Climate change is intensifying both hurricanes and everyday storms, making flooding events both more common and more severe.
When heavy rain falls, it can overwhelm streams and streets with little to no warning, both along the coast and inland. All it takes is six inches of fast-moving water to knock over an adult, according to the National Weather Service, and most cars can be swept away in as little as a foot of water.
Beyond the risk of drowning, floodwaters are often full of sewage, medical waste, industrial chemicals and more. And even after the storm is over, many hazards can remain.
What’s in the water?
Floodwaters are “a toxic brew of pesticides, toxins, petroleum, anything and everything that you can imagine,” said Dr. Robert Glatter, an emergency physician at Lenox Hill Hospital in New York City. Hundreds of types of bacteria and viruses can contaminate the waters, he added, making them dangerous to play in or simply walk through.
This is especially true in the first 24 hours of a storm, when heavy rains wash out waste and trigger the “first rush of pathogens,” said Natalie Exum, an environmental health scientist at the Johns Hopkins Bloomberg School of Public Health.
Potential consequences include gastrointestinal illnesses such as E. coli, respiratory illnesses like Legionnaires’ disease and skin infections including necrotizing fasciitis, known as flesh-eating disease.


-- What is needed --
Every line of the listing that holds the word "background" should be returned.

-- Records shown --
—————

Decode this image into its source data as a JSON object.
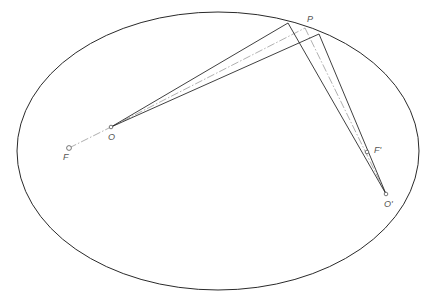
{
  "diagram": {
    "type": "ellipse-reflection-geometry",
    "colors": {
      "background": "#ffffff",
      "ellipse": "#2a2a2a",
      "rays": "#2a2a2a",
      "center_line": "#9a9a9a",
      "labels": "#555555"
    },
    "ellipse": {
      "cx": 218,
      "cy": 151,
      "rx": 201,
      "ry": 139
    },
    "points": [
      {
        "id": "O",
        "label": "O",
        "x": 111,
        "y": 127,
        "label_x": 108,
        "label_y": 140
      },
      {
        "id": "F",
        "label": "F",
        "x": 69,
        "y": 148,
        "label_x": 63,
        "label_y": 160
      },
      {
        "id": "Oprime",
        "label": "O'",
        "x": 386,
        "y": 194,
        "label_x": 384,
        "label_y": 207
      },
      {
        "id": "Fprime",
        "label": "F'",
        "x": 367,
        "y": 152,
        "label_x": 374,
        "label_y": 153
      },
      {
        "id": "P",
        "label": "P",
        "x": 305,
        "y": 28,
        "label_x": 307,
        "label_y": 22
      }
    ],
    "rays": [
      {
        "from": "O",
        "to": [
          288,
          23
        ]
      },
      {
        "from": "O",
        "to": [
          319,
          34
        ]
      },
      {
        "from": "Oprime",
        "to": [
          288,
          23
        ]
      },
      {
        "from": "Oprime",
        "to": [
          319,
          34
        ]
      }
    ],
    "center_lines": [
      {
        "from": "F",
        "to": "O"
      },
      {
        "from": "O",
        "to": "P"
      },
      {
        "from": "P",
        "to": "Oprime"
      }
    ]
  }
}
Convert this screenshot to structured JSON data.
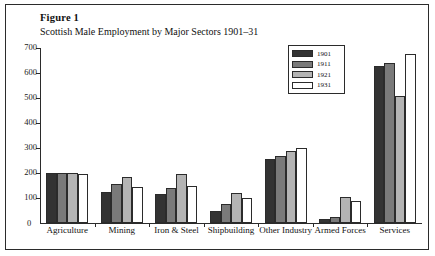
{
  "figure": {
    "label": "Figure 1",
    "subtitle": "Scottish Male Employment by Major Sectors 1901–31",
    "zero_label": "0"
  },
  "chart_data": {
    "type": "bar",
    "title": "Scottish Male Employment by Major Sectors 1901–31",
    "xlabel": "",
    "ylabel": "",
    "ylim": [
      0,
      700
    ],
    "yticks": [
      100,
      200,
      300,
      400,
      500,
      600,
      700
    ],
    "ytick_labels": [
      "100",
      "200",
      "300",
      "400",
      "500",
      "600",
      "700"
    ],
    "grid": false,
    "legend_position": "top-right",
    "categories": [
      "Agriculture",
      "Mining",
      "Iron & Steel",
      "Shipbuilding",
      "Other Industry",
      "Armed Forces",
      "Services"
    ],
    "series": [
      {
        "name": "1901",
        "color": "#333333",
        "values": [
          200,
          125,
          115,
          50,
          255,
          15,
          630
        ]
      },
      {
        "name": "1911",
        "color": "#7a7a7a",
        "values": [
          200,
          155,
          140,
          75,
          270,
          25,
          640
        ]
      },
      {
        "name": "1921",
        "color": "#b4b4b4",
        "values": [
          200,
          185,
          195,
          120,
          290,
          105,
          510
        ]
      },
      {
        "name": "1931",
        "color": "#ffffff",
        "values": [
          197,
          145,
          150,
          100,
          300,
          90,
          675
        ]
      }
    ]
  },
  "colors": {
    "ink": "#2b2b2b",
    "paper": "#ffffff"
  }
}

—————

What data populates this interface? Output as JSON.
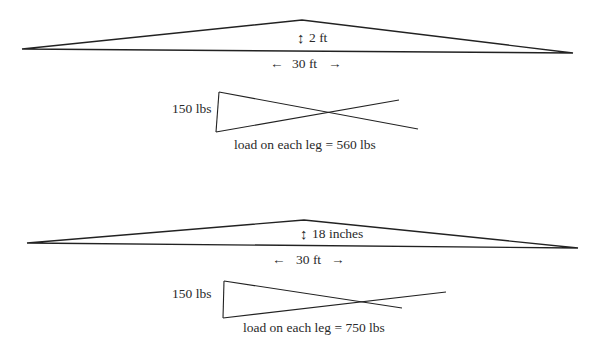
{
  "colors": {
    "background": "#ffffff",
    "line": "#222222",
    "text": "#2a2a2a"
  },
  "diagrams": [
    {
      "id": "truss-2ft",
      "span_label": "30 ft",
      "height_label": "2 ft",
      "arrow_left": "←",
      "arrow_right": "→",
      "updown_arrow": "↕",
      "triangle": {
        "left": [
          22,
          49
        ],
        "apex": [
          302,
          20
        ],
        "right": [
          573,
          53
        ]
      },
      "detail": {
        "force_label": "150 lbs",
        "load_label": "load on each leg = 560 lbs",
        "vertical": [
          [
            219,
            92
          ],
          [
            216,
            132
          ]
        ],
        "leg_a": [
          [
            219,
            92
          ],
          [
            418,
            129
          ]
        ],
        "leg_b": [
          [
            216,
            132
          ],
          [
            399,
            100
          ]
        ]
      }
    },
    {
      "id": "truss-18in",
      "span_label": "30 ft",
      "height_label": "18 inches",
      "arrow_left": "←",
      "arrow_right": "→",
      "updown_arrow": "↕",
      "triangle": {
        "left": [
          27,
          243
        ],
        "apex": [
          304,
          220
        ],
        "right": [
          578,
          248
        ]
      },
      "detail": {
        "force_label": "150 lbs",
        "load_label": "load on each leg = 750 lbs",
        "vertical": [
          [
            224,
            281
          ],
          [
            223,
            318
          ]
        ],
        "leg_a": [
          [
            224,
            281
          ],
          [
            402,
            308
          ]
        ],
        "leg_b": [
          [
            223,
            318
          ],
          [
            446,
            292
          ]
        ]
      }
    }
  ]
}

—————

-- Solution for this exercise --
      "background": "#ffffff",
    "background": "#ffffff",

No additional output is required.